Director James Wan restored Annabelle doll for the movie Conjuring, giving her a much more perturbing appearance, but in real life Annabelle was just your run of the mill Raggedy Ann doll. The original doll, is now locked up Ed and Lorraine Warren’s Occult Museum in Monroe, Connecticut.
Donna got Annabelle from her mother in 1970; her mom bought the used doll at a hobby store. Donna was a college student at that time, and living with a roommate named Angie, and at first neither thought the doll was anything special. But over time they noticed Annabelle seemed to move on her own; at first it was really subtle, just changes in position, the kinds of things that could be written off as the doll being jostled. But the movement increased, and within a few weeks it seemed to become fully mobile. The girls would leave the apartment with Annabelle on Donna’s bed and return home to find it on the couch. Her friend Lou hated the doll. He said there was something evil in about the doll.
Donna kept on receiving notes on a parchment paper. The escalation continued and finally one fine the Donna returned home only to see Annabelle’s hand stained with blood. It seem to be coming from the doll itself. Donna finally agreed to get a psychic involved and the psychic told the girls that long before a seven year old girl named Annabelle Higgins had been found dead in the field where their apartment complex was now constructed. Her spirit lingered, and when the doll came into the house the girl latched on to it. She found Donna and Angie to be trustworthy. She just wanted to stay with them.
Being the sweet, caring nurses that they both were. Donna and Angie agreed to let Annabelle stay with them. And that’s when all hell broke loose.
Lou started having dreams about Annabelle where she would choke him and one fine day when he and Angie were hanging out in their apartment they heard some noises from the other room. When Lou went to check the other room for an intruder. He had burning on the back of the neck he spun around. Nobody was there. The room was empty. And then sudden pain on his chest. He looked in his shirt and saw a series of raking claw marks, rough ditches in his flesh that burned. He knew Annabelle had done it. They knew they needed help, and they turned to an Episcopalian priest, who in turned called in Ed and Lorraine Warren.
It didn’t take the Warrens long to come to their conclusion: there was no ghost in this case. There was an inhuman spirit – a demon – attached to the doll that targeted Donna’s soul.
The Warren’s took the doll in their custody but while driving back home they faced a lot of troubles the engine kept cutting out, the power steering kept failing and even the brakes gave them trouble. Ed opened the bag, sprinkled the doll with holy water and the disturbances stopped… for the moment. The doll would keep levitating and appear in different rooms of the Warren’s apartment.
Sensing that the doll was ramping back up the Warrens called in a Catholic priest to exorcise Annabelle. The priest didn’t take it seriously, telling Annabelle
“You’re just a doll. You can’t hurt anyone!”
Big mistake: on his way home the priest’s brakes failed, and his car was totally crushed in a horrible accident. He survived.
Eventually the Warrens built a locked case for Annabelle, and she resides there to this day as the cornerstone to their museum. The locked case seems to have kept the doll from moving around, but it seems like that whatever abhorret entity is attached to it is still there, waiting. Biding its time. Ready for the day when it can again be free.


REQUIREMENT - For each record below, set it down exactly but leave out any picture.

——————————

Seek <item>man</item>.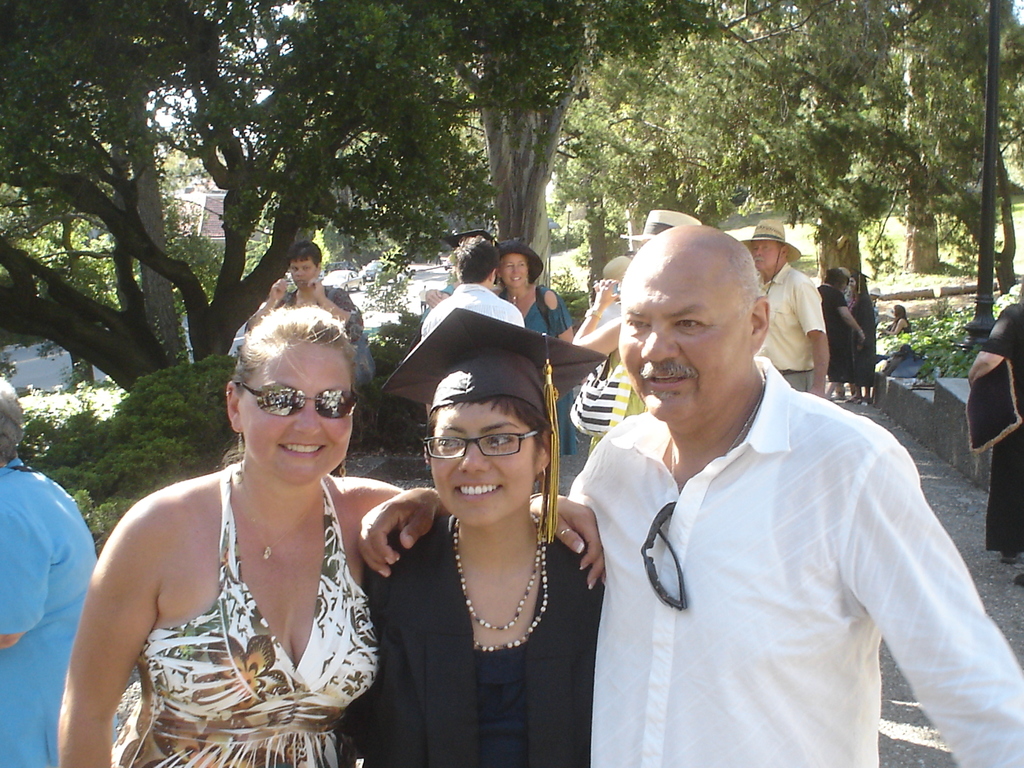
[0,372,106,764].
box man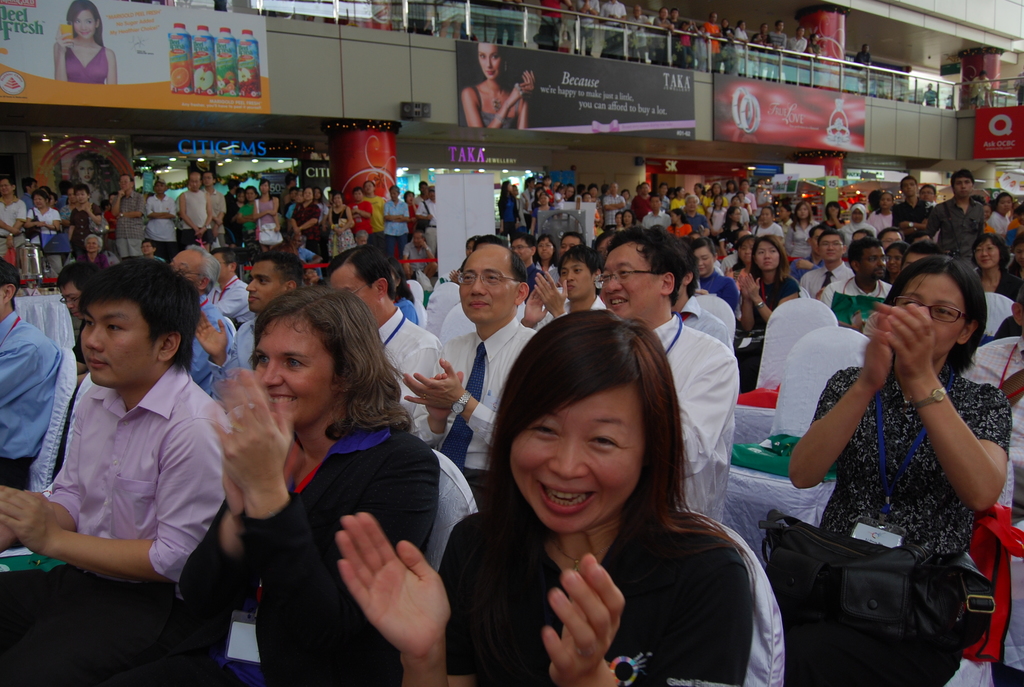
754:209:783:237
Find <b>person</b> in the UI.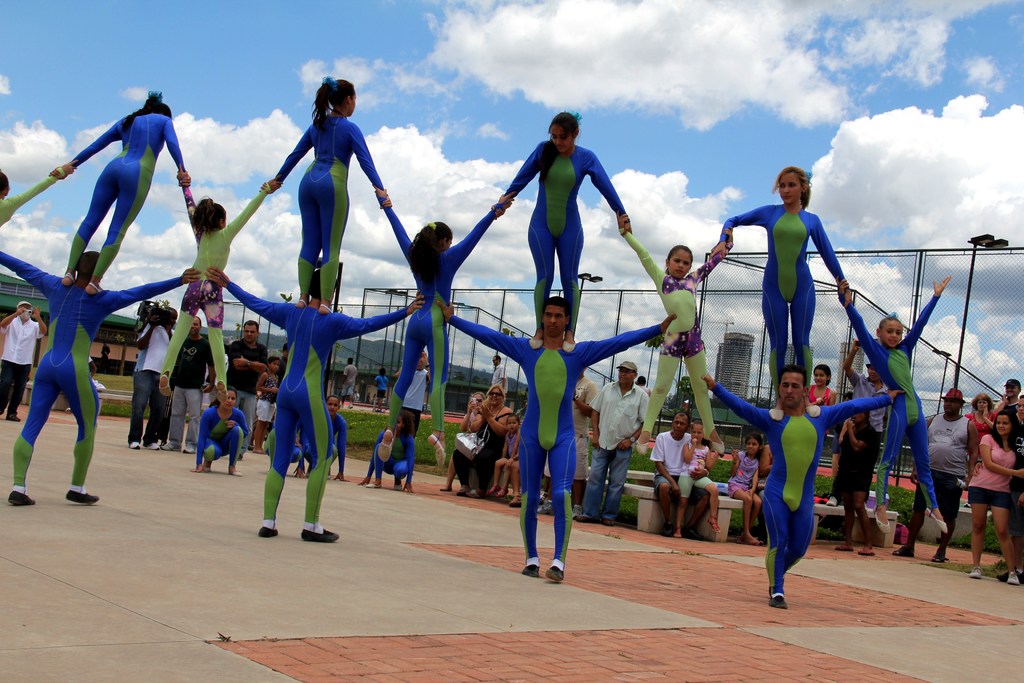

——————————

EXERCISE RESPONSE -
Seek <item>man</item>.
[0,372,106,764].
box man
754:209:783:237
Find <b>person</b> in the UI.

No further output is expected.